Usage examples of "intensities".

Computer analysis indicates that high auras fit a normal probability curve, and that the gradually increasing intensities of the top auras are merely a function of increasing sapient population in the Cluster.

He knew that the legendary barbarian Flint of Outworld would have deferred to him in this respect, and so would Flint's mistress of Slash, as each had an aura thirty intensities below his.

It is cyclic, rising steadily at about a hundred intensities an hour until it levels off and fades at a similar rate.

Like the heroine of a Harlequin romance, or like a hot bitch in a porno flick, I'm absorbed and consumed by the intensities of the moment.
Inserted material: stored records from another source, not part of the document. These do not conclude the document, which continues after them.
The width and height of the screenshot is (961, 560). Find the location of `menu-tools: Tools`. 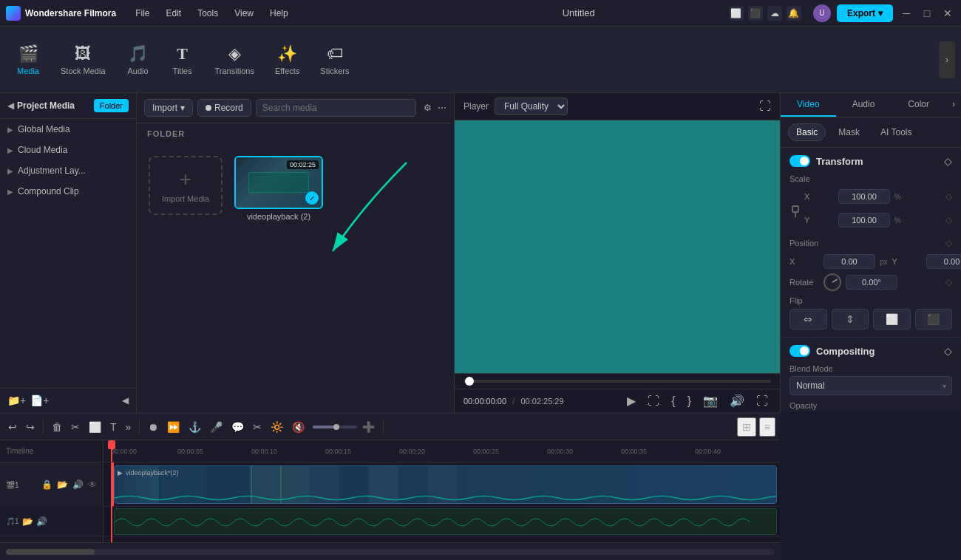

menu-tools: Tools is located at coordinates (208, 13).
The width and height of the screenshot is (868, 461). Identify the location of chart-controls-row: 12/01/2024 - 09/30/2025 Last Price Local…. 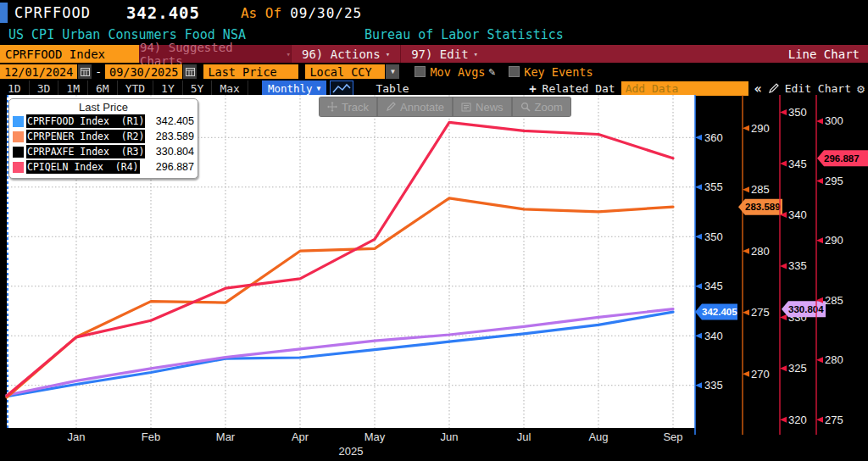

The violent intensities of Sherman's photographs are thus a product of the most blatant artifice.

I raced because the partnership with horses filled my mind with perfections of cadence and rhythmic excitement and intensities of communion: and I couldn’t exactly say aloud such pretentious rubbish.

We stood together for a while, and lay down, and on the hard cotton surface learned the ultimate things about each other, pleasing and pleased, with advances and retreats, with murmurs and intensities and breathless primeval energy.

We waited in varying intensities of impatience while Jasper and the groom raised the ramp and clipped it shut, and while Jermyn Graves walked back several steps in our direction and shook his fist at me with the index finger sticking out, jabbing, and said no one messed with him and got away with it, and he’d see I’d be sorry.

No, Bass, the inventor was a man named James Rednick, and the weapons came in a number of sizes and potential intensities, from tiny, handheld, purely defensive units up to big, wide-angle weapons used for crowd control and requiring three or four men to operate properly.

For the forces which we have brought forth (and this is valid for forces in general, no matter of what kind they are) represent pure intensities, outwardly neither visible nor directly measurable.

Integrating the expected radiation over time around the event, and throwing in a reasonable safety factor, I’d undertake to keep on station at a distance of two hundred million kilometers, for two hundred and fifty hours before the impact and maybe as much as thirty hours after it, depending on what the actual intensities turn out to be.